Review: Away We Go

Sam Mendes makes movies that feel like department store displays, which makes Away We Go something of a surprise.

Away We Go
Photo: Focus Features

Sam Mendes makes movies that feel like department store displays (meticulously arranged, shrink-wrapped, and airless), which makes Away We Go something of a surprise. A road-trip comedy in equal measures bittersweet and hopeful, Mendes’s latest boasts few of his stuffy aesthetic trademarks, radiating a relatively loose, light, ragamuffin spirit due in part to the director staying out of the way of his script, penned by A Heartbreaking Work of Staggering Genius author Dave Eggers and wife Vendela Vida.

Shot on the quick during editing of last year’s inert suburban cautionary tale Revolutionary Road, the film feels unshackled, as if Mendes had neither the time nor the inclination to indulge in the formalist grandstanding that has become his signature. Free from incessant storyboarding, most of his energy and care is directed at crafting an atmosphere at once humorously nimble and poignant. It’s a balancing act not executed with complete aplomb, with the story’s pathos and farce often succumbing to cutesy broadness. However, in its clear-sighted focus on the emotional turmoil wrought by adulthood and the accompanying desire for mature self-definition, this relaxed faux-indie portrait of two thirtysomethings coming to grips with impending parenthood is nonetheless Mendes’s first small step in the right direction.

That step, however, begins with a quirky stumble, as Burt (John Krasinski) notices that longtime girlfriend Verona (Maya Rudolph) tastes different during oral sex and immediately deduces the cause: pregnancy! When they break the news to Burt’s weirdo parents (amusingly idiosyncratic Catherine O’Hara and Jeff Daniels), only to discover that the grandparents-to-be have made plans to move to Antwerp for two years, the couple leave their middle-of-nowhere abode to embark on a multi-stop trip to find a new home and, with it, a clearer notion of how to cope with their forthcoming adult lives. In its alternation between comedic and dramatic pit stops, this template faintly recalls Flirting with Disaster, albeit with a less sturdy tone, the vacillations from mirth to moroseness leaving the proceedings feeling wobbly and stitched together.

Advertisement

On the plus side, an initial visit with Verona’s bizarre former co-worker (Alison Janney)—who, at the dog track, brays about her saggy breasts and dyke daughter within the kid’s earshot—makes up for its shaky rhythm and mild condescension with choice one-liners. The same doesn’t hold true, however, of their later visit to Burt’s bonkers new age-y childhood friend (Maggie Gyllenhaal), who’s an easy-target caricature, and their meeting only really makes a dent during a stroller-aided punchline that affords easygoing Burt a long-awaited moment of angry initiative.

While Krasinski and Rudolph prove sharp during Away We Go’s funnier sequences, it’s their nuanced-enough dramatic turns that lend needed weight to the later-going’s increasingly smushy incidents. Though the script occasionally exhibits Eggers’s smarty-pants preciousness, and its episodic structure affords a too-schematic procession of marital and parental examples from which Burt and Verona can glean insight, the leads’ silent reactions and shared glances create a rapport more believable and authentic than their self-actualizing circumstances. Aside from using Alex Murdoch’s Nick Drake-ish songs as blaring underlines, Mendes lets his material breathe through patient pauses in the action, warm, comforting cinematography (courtesy of ace Ellen Kuras), and edits that don’t press points too insistently.

A college friend’s (Melanie Lynskey) slow pole-dance expression of misery over a recent, fifth miscarriage is the script’s most resolutely melodramatic scene. Yet Mendes refuses to linger in an unseemly manner, capturing the character’s heartache with just enough gentleness to avoid crass exploitation. That restraint is also tenuously maintained in separate third-act speeches by Burt and Verona that touchingly (if squishily) locate the fear, hope, regret, longing, and joy that accompanies the birth of one’s first child—sentiments which Mendes, having taken the initiative to shed his worst habits and bolstered by a just-this-side-of-twee script, captures with an understated earnestness that had previously eluded him.

Advertisement
Score: 
 Cast: John Krasinski, Maya Rudolph, Maggie Gyllenhaal, Jeff Daniels, Catherine O'Hara, Allison Janney, Paul Schneider, Chris Messina, Melanie Lynskey, Jim Gaffigan  Director: Sam Mendes  Screenwriter: Dave Eggers, Vendela Vida  Distributor: Focus Features  Running Time: 100 min  Rating: R  Year: 2009  Buy: Video, Soundtrack

Nick Schager

Nick Schager is the entertainment critic for The Daily Beast. His work has also appeared in Variety, Esquire, The Village Voice, and other publications.

Leave a Reply

Your email address will not be published.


* _INSTRUCTIONS FOR THE TASK_
What is the number of lines in these records that hold the word "include"? Reply with that number alone.

#### INFORMATION SHOWN ####

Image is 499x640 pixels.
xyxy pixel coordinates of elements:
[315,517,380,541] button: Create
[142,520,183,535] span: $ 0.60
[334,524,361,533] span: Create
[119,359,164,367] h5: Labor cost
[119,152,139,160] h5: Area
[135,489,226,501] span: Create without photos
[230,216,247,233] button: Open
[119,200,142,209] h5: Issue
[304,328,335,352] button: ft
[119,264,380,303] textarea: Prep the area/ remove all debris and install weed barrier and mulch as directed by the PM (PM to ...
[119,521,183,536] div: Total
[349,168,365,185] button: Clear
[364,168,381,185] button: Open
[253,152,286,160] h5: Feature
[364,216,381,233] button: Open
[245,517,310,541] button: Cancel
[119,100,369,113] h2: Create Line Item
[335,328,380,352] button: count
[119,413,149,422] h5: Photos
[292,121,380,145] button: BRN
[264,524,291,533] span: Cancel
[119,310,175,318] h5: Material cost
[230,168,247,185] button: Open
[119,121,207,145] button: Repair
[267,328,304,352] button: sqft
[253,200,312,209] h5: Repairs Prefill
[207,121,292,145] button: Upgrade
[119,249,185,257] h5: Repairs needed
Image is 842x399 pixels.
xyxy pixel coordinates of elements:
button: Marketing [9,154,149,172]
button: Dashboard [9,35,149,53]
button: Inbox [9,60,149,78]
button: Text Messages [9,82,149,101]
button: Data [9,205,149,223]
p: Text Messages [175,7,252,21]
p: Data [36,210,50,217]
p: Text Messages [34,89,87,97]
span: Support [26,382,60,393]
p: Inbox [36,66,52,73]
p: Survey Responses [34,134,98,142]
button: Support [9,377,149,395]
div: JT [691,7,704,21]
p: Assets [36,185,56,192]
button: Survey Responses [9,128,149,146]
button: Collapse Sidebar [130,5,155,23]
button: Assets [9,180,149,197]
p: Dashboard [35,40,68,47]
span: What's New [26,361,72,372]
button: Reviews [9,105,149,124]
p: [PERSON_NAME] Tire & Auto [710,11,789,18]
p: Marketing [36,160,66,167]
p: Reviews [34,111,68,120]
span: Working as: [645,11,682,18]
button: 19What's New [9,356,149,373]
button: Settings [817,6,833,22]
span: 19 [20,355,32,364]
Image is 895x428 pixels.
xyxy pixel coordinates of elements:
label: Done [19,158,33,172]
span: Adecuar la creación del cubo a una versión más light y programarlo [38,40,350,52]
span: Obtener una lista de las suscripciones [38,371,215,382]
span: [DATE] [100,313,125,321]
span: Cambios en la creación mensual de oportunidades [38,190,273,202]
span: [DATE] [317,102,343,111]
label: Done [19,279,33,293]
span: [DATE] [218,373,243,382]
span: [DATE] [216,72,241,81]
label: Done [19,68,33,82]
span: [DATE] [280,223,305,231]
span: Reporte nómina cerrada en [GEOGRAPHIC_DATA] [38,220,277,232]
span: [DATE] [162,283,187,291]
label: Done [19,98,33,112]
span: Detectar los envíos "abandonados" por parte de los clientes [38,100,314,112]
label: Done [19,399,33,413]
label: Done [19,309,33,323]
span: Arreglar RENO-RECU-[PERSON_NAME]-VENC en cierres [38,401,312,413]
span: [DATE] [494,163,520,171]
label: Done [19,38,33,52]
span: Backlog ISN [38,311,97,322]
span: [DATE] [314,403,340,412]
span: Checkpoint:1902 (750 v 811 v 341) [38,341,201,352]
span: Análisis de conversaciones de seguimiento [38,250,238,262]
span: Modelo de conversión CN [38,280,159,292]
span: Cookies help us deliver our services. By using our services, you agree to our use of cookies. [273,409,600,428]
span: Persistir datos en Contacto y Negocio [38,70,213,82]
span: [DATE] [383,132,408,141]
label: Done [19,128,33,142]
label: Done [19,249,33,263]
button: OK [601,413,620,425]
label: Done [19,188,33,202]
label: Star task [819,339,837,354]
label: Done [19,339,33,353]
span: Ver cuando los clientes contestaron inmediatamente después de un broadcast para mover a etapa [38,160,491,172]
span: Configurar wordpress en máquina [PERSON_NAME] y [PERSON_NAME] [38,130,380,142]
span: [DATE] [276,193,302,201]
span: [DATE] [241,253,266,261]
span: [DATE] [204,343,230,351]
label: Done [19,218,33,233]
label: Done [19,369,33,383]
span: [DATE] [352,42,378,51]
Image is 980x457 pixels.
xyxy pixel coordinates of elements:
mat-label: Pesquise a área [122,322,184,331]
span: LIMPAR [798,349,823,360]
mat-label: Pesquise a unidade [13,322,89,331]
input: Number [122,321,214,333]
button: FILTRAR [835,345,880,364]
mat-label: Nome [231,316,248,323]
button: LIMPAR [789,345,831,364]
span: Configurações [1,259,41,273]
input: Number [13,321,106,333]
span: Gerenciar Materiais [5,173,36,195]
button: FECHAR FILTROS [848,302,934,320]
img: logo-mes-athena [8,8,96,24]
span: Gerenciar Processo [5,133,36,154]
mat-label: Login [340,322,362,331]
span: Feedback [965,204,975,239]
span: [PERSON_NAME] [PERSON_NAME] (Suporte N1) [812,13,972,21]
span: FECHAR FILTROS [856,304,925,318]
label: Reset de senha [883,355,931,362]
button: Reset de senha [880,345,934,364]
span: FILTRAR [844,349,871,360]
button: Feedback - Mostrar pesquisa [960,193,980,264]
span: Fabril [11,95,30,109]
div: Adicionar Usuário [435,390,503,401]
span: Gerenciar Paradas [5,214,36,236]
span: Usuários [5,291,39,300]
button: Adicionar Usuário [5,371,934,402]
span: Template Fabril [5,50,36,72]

####
#### INFORMATION SHOWN ####

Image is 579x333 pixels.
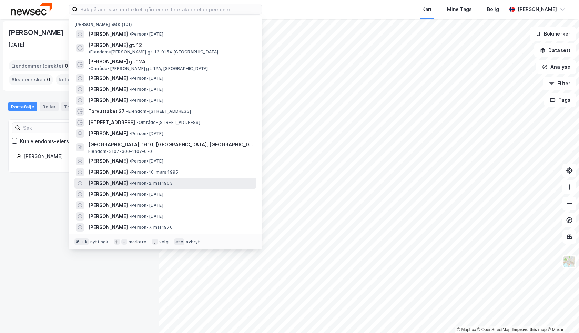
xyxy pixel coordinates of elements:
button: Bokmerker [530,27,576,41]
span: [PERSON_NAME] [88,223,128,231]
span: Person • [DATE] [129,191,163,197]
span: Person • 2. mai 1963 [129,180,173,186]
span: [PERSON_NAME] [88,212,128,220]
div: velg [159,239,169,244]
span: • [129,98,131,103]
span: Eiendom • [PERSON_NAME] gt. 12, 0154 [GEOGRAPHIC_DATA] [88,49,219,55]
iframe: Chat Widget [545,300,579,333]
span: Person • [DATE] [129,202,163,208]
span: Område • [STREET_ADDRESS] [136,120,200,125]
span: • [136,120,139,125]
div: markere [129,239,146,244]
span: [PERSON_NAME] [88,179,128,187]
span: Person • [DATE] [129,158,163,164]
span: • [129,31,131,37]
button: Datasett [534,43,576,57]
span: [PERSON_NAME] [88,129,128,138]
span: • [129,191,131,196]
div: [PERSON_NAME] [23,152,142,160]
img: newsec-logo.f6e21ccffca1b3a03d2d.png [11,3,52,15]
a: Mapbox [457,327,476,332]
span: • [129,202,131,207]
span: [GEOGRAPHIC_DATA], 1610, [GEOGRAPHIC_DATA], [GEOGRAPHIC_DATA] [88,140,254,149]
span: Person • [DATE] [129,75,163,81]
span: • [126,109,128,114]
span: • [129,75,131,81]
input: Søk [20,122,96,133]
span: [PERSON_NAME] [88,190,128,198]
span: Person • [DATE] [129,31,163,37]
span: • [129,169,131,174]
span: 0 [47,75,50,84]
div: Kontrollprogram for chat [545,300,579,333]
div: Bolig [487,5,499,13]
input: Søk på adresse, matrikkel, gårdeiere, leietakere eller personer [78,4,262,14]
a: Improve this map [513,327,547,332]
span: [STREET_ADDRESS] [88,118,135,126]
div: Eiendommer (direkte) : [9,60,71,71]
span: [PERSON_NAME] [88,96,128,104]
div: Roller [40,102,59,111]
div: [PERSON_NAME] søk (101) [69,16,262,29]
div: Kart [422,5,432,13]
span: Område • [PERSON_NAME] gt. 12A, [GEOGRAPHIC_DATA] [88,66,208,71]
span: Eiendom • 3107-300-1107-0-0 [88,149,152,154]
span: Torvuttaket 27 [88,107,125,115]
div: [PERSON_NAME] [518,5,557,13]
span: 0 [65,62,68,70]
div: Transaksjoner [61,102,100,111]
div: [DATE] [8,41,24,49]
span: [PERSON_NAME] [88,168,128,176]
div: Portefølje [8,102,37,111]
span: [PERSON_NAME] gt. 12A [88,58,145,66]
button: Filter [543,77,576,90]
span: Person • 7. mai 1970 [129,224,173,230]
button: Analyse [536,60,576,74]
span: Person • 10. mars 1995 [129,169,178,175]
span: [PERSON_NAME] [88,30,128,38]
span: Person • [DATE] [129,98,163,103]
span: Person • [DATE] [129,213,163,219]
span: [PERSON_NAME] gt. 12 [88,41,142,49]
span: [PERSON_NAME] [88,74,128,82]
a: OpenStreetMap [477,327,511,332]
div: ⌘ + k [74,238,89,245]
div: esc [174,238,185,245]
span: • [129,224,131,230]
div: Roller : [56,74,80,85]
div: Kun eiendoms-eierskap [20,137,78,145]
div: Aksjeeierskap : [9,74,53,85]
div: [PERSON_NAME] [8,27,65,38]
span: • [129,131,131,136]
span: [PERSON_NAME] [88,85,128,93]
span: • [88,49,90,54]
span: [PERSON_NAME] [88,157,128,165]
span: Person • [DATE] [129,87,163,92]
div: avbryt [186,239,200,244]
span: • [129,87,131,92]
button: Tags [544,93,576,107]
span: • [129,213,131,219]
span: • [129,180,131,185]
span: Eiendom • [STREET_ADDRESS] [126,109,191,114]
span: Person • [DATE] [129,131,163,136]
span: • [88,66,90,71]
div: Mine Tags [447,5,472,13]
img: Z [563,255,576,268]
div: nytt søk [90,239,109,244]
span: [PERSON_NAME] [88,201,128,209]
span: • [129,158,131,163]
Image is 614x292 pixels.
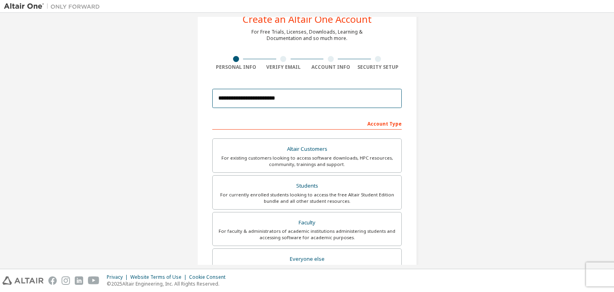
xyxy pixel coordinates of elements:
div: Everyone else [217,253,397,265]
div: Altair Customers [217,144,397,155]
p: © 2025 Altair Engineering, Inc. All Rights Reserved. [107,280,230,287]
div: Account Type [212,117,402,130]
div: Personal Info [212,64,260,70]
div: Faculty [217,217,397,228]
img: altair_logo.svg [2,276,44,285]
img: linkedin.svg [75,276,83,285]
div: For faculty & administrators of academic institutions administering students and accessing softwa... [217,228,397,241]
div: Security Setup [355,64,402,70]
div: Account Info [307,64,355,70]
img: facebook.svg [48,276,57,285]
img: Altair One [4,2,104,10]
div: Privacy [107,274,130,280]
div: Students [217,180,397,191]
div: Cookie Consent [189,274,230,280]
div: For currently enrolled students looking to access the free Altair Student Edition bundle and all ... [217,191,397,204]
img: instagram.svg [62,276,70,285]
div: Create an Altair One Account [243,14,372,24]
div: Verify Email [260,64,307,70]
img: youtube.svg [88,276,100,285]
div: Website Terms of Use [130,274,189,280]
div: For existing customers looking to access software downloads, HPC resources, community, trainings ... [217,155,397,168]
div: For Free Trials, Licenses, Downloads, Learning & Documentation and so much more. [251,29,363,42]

####
#### INFORMATION SHOWN ####

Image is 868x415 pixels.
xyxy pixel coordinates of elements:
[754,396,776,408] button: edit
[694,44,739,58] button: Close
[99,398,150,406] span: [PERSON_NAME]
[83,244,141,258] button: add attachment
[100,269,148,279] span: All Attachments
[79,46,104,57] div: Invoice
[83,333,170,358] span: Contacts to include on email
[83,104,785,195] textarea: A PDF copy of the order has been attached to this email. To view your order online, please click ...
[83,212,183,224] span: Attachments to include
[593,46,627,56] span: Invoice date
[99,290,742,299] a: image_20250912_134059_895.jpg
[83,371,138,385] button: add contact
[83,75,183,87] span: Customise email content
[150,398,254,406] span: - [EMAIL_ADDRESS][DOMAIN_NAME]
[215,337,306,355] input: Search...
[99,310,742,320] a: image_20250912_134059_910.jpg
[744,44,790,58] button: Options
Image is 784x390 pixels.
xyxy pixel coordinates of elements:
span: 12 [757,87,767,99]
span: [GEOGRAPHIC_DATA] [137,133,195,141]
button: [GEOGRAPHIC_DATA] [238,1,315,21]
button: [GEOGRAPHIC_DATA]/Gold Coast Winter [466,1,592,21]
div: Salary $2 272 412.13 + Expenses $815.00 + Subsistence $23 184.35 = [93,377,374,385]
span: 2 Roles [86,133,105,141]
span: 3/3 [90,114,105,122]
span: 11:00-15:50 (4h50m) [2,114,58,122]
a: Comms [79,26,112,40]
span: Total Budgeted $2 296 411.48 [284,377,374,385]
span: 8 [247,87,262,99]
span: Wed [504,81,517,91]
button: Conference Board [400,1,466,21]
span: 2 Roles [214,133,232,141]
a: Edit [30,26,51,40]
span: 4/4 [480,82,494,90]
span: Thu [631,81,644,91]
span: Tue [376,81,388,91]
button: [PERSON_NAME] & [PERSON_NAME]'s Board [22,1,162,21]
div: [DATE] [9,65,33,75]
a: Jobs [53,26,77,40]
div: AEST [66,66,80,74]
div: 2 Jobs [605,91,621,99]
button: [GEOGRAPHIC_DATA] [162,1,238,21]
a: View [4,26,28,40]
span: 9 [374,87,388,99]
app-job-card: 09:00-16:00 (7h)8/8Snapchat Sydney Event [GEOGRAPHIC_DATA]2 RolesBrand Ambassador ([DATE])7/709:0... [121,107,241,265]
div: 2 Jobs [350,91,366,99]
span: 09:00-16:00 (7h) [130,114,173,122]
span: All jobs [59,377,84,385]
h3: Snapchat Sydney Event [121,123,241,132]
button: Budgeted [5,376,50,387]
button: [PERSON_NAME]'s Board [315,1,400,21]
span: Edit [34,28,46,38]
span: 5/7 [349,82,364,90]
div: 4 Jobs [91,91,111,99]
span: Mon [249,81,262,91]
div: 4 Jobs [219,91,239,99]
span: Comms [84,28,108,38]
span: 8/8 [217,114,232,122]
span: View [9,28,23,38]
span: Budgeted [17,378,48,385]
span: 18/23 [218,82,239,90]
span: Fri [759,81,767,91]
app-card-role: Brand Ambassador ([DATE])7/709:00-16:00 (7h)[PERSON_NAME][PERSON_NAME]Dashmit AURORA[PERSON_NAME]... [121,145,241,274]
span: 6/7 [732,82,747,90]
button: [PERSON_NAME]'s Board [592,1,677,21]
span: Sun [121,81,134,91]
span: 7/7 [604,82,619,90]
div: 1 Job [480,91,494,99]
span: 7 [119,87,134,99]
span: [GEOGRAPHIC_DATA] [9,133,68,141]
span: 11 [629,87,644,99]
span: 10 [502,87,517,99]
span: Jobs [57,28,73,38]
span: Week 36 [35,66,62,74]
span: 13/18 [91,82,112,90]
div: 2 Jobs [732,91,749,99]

####

* _SOLUTION_
2